While regulation is cited as reasons for this failure, the bottom line is that neither Telco managed to present South African consumers with an offering more compelling than the existing banking system. At the end of 2019, only two percent of sub-Saharan Africa’s mobile money accounts were registered in Southern Africa compared to 53 percent in East Africa). However, in 2020, mobile wallets were back on the agenda in South Africa, but with a different market segmentation underpinning the process.
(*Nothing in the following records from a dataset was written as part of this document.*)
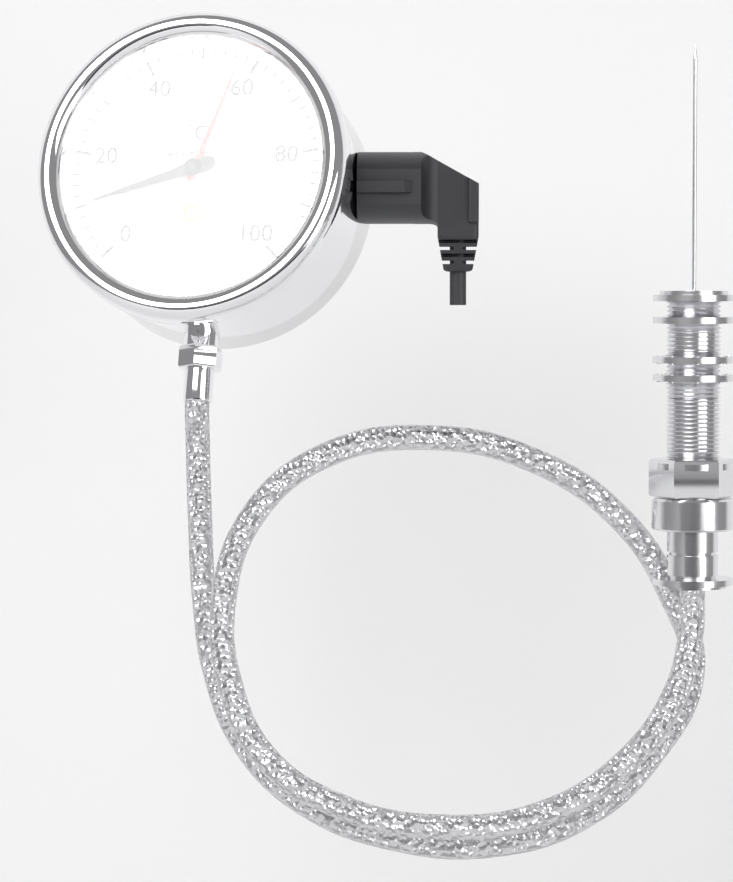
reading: 10 °C
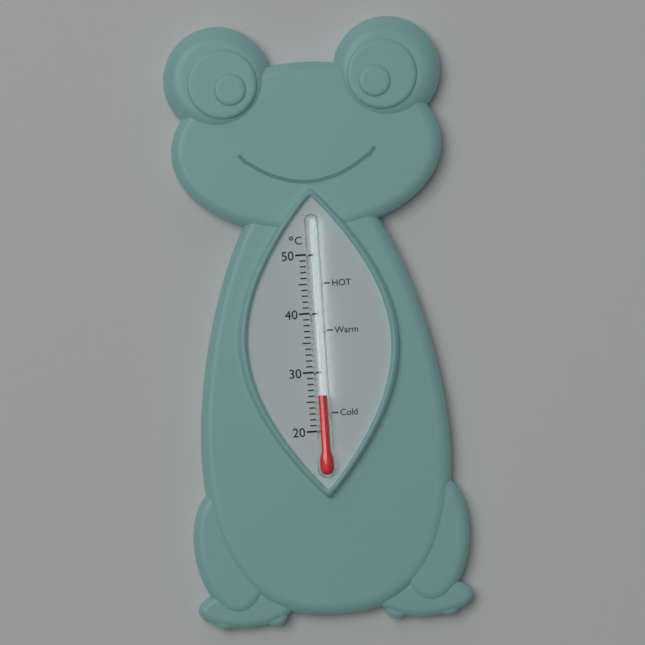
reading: 26 °C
MTN relaunched its MoMo platform last February. But the financial partner this time around was not a big high street bank (it had partnered with Nedbank for its previous attempt) but Ubank, an institution with its roots in miners’ remittances to rural areas. With an extensive rural presence, Ubank facilitates the transfer of urban wages to family members located in the countryside. Although this is a long way from being the top end of the market, it does offer future prospects for a future expanded offering into products such as funeral insurance. In December 2020, MTN claimed 2 million customers for MoMo.

But this represents a relatively low-value segment of the market, comparable, perhaps, to most of the African markets in which MTN operates. The high-end market in South Africa is far more competitive and it is far from clear that the Telcos have a competitive advantage in this space. The five major banks all offer multifunctional mobile banking services apps and, during the Covid-19 lockdown tried to persuade their customers to use these rather than ATMs, on-line banking, call centres and visits to brick and mortar outlets.

MTN’s MoMo does not compete with the banks’ apps but is best seen as complimenting them. However, Vodacom’s new Alipay app is an attempt to carve out a presence in this space. Developed in partnership with Ant Financial, part of China’s Alibaba Group, it is described by the company as a ‘super app’ which combines mobile banking, lifestyle and entertainment features.  

But there is considerable competition in the fintech space in South Africa. In addition to the offering of the five major banks and the Telcos, two new banking ventures – Discovery Bank and TymeBank are exclusively digital offerings. Vodacom believes its South African developments are establishing a pattern for the rest of the continent especially where it has a presence through Safaricom.

It is not clear how developments will play out in South Africa’s intensely competitive fintech space. But on a continental scale, fintech is the sector to watch. This is where we can expect to see the leading impact of the Fourth Industrial Revolution across the continent.

About the Author(s)

David Christianson

David Christianson is a consultant. He has previously been a political scientist, NGO researcher and development banker. He entered business journalism in 1997 and was Diageo African Business Writer of the Year in 2006.